Poster Presentation COSA-IPOS Joint Scientific Meeting 2012

Experience of death conference at general hospital setting in Japan    (#500)

Koji Sugano 1 2 3 , Nasako Adachi 1 , Kazumi Koizumi 1 , Chiharu Hirose 1 , Yoshinori Ito 3 , Yosuke Kubota 3 , Tomohiro Nakaguchi 3 , Megumi Uchida 3 , Toru Okuyama 3 , Tatsuo Akechi 3
  1. Palliative supporting team, Koshigaya Municipal Hospital, Koshigaya, Saitama, Japan
  2. Division of Respiratory Medicine, Juntendo University Faculty of Medicine & Graduate School of Medicine, Tokyo, Japan
  3. Cognitive-Behavioral Medicine, Nagoya City University Graduate School of Medical Sciences, Nagoya, Aichi, Japan

Background: Medical staffs often experience grief, helplessness after their patients’ death. To cope with the problem, we often have conferences, called “death conference” in Japan, with attending physicians, nurses, palliative care team (PCT) members and other medical staffs.

Aim: To clarify the structure of death conferences and topics discussed in the conferences, and obtain implications for more useful death conferences, we reviewed our experiences.

Method: Koshigaya Municipal Hospital is a regional core hospital. No mental health practitioners such as psychiatrists or clinical psychologists are working in the hospital. Death conferences are hold by requests mainly from ward nurses. Records of death conferences from April in 2011 to March 2012 were retrospectively reviewed. Information regarding patients characteristics (e.g., cancer lesion), structures (e.g., days between patients’ death and having the conference) and topics discussed were investigated from the conference records. Comments and feedbacks from participants were obtained using self-administered questionnaires.

Result: Thirteen death conferences were held. About half of subjected patients (46.1%) had colon cancers. All death conferences were held within a month after patients’ death and between 30 minutes and 2 hours in time. The topic discussed in the conferences were care strategies of patients in delirium and their families (53.8%), issues with negative insufficient control of pain and other physical symptoms (38.4%), and burnout of unit nurses (7.6%). The participants reported that the conferences were met their need, and also were helpful to relief their distress. The most common feedback from participants to improve conferences more useful was requests of participations of mental health practitioners.

Conclusion: Reviewing the care for dying patients after their death by multidisciplinary members seems to be helpful to manage distress among the medical staffs, especially nurses. Mental health practitioners’ participations are highly recommended.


• Task directions:
Go through the data line by line and count the lines that hold "axis". Reply with the total only.

• Records for this task:
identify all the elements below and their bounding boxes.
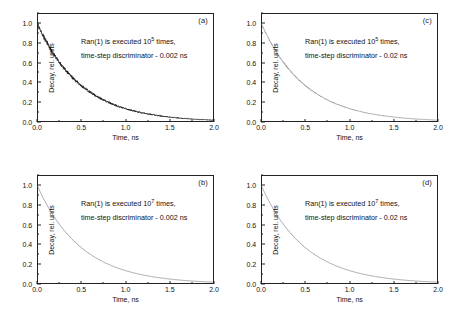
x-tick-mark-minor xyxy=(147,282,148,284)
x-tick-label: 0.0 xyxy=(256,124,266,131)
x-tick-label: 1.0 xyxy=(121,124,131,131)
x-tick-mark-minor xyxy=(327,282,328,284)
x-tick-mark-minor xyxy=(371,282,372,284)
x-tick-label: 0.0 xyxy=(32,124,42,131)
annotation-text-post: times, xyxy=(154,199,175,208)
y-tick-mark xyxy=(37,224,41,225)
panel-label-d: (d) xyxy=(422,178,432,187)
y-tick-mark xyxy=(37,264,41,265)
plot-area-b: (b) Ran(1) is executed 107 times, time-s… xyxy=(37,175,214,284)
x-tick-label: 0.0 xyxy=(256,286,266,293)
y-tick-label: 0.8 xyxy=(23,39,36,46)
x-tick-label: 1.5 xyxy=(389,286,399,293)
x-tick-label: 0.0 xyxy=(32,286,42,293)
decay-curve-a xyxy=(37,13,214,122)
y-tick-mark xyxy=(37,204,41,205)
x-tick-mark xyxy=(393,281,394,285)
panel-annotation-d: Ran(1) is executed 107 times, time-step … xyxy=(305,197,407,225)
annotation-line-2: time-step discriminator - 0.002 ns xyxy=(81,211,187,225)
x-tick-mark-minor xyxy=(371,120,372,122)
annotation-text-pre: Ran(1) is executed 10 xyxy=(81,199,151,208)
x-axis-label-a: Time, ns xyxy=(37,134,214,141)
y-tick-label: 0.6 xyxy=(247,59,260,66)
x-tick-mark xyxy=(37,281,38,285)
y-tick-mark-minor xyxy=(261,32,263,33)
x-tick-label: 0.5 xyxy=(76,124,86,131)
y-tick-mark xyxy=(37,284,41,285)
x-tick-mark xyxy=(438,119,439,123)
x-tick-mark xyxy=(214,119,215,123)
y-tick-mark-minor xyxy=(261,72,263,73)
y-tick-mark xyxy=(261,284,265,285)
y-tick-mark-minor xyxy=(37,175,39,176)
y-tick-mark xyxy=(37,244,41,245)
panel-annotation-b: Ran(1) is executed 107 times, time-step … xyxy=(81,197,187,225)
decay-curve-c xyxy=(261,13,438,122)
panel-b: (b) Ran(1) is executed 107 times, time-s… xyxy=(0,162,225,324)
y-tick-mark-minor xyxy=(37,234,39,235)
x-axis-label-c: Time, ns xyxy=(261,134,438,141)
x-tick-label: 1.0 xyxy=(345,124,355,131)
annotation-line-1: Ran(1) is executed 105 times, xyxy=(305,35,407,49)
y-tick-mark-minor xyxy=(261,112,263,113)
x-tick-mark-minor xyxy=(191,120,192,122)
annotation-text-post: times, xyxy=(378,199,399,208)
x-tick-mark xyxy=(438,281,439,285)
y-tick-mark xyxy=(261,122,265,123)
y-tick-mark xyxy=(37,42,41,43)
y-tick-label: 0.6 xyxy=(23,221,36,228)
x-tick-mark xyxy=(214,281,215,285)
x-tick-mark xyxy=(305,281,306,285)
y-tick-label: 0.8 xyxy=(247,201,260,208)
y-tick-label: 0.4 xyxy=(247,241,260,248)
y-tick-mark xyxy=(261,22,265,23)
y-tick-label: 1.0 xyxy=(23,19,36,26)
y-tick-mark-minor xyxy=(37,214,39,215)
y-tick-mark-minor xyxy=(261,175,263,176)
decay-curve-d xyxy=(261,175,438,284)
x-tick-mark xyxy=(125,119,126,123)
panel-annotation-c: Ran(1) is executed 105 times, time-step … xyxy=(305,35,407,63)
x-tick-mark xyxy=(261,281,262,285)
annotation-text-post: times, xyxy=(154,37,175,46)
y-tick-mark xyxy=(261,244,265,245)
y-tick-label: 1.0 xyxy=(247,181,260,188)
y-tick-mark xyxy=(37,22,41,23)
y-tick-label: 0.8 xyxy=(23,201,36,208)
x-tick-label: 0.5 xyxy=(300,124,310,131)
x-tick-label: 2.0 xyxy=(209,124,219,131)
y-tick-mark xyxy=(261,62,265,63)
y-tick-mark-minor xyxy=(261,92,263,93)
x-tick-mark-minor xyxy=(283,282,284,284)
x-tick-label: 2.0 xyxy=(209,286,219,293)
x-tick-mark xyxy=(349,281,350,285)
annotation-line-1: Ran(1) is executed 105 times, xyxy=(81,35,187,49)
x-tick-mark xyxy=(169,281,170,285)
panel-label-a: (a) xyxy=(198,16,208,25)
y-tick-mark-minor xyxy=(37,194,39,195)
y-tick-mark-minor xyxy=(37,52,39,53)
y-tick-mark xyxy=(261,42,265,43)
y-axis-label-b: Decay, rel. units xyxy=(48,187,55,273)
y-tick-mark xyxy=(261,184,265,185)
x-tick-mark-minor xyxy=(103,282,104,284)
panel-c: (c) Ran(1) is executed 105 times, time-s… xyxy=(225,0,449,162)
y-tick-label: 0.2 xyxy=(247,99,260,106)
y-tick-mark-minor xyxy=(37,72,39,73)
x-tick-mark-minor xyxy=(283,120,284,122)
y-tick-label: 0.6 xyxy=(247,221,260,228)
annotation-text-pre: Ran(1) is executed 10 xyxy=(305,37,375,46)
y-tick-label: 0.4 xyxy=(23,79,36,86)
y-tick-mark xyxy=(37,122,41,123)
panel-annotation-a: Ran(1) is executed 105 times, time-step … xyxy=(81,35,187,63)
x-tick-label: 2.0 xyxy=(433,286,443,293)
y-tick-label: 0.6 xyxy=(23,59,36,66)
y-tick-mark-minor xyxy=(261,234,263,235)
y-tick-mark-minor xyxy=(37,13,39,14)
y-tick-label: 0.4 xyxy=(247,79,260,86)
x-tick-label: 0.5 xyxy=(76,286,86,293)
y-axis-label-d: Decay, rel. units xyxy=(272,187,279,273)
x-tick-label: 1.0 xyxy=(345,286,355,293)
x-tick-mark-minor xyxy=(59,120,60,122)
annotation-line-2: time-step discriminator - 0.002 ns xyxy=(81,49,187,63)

* * *

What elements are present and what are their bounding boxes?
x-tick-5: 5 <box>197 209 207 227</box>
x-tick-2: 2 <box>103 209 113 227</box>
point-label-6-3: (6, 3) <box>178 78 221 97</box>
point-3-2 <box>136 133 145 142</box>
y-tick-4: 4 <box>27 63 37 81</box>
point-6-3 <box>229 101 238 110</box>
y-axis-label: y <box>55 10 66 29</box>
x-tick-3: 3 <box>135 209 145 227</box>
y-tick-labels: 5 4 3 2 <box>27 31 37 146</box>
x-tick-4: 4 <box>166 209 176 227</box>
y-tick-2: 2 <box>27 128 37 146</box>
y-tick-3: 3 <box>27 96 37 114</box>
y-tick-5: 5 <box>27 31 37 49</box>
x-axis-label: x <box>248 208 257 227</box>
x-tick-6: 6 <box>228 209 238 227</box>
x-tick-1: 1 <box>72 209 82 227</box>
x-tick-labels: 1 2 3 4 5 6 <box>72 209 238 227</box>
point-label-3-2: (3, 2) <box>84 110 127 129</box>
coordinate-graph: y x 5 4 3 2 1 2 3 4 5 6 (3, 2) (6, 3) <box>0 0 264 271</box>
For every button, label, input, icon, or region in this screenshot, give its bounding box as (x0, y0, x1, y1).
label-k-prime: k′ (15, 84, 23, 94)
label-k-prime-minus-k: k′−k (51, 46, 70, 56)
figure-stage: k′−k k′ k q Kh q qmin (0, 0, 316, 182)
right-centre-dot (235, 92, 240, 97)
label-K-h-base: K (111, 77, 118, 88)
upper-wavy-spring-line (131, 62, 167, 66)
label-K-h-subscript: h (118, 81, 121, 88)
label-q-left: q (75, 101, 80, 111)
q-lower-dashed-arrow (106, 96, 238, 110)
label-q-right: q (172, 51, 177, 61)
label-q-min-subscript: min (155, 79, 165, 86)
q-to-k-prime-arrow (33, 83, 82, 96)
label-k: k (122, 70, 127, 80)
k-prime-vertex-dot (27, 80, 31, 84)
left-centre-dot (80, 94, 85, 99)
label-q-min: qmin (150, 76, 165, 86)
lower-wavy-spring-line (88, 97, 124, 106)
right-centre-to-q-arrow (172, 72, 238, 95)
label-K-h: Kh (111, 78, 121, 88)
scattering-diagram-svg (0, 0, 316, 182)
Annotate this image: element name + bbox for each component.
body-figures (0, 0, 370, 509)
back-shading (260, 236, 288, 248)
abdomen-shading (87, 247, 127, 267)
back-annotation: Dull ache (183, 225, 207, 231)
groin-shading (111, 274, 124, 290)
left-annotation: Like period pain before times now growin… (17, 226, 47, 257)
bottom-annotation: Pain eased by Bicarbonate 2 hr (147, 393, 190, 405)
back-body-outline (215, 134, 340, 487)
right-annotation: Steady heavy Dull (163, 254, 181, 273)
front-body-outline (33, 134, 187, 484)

• Answer to this task:
6